Maybe it’s different depending on what you sell (the value, number of items, etc.), but I don’t find eBay’s fees (or PayPal’s) to be complicated. However, I do NOT have an “eBay store” - I’m just an individual seller with 300+ sales over the past 5 years, probably.
eBay takes a 10% cut of the final selling price. The final selling price is the sum of the winning bid (or Buy It Now price / accepted best offer) and any shipping charge the seller has indicated in the listing. I haven’t paid a listing fee or image storage fee in years and years. (There are, of course, “upgraded” listings - i.e., listings with bold text, etc., that you can pay extra for; I never do.)
PayPal takes 2.9% (of the final selling price) + $0.30 per transaction. This can really eat into profits when selling small items because that $0.30 is a flat fee.
As beowulff said, ship to the address associated with their PayPal address. Do NOT ship to any other address. When you sell an item, you should receive an email from eBay or PayPal (I don’t recall which, and it isn’t really important) with a link to ship the item. You pay for the shipping cost through PayPal and print it at home.
You do not NEED to use this label - this label, by default, includes tracking. I frequently sell trading cards and just ship them in a thin, hard plastic case and put them in an envelope with a stamp, no tracking.
That leads to:
Dishonest buyers.
It does boil down to reputation (again, as beowulff said), but if you DON’T have tracking that shows it was delivered, you (the seller) will be responsible for a full refund. (In ~300 sales, I’ve had 2 people say it wasn’t delivered. Dishonest? Actually lost in the mail? I don’t know, of course, but the money I save by shipping a $10 card in an envelope with a $0.49 stamp vs. $2.60 for tracking is greater than writing off these couple losses.)
eBay does tend to side with the buyer, unfortunately.

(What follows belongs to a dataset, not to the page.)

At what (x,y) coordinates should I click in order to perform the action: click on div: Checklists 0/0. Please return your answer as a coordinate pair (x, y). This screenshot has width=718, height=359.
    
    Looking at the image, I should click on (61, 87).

They do take into account reputation, history, and obviously tracking information.
I’ve also heard PayPal tends to side with the buyer. The only interaction I’ve had with PayPal (where the buyer did a chargeback, claiming I sold him a counterfeit card), they were great - they went to bat for me vs. the credit card company and ultimately, the credit card company reversed the chargeback (meaning I got to keep the money that was originally paid to me.)
There are a lot of horror stories about eBay, but I find the fees to be reasonable (compared to other platforms for selling collectible trading cards, anyway) and their customer service to be middling (but not needed very often).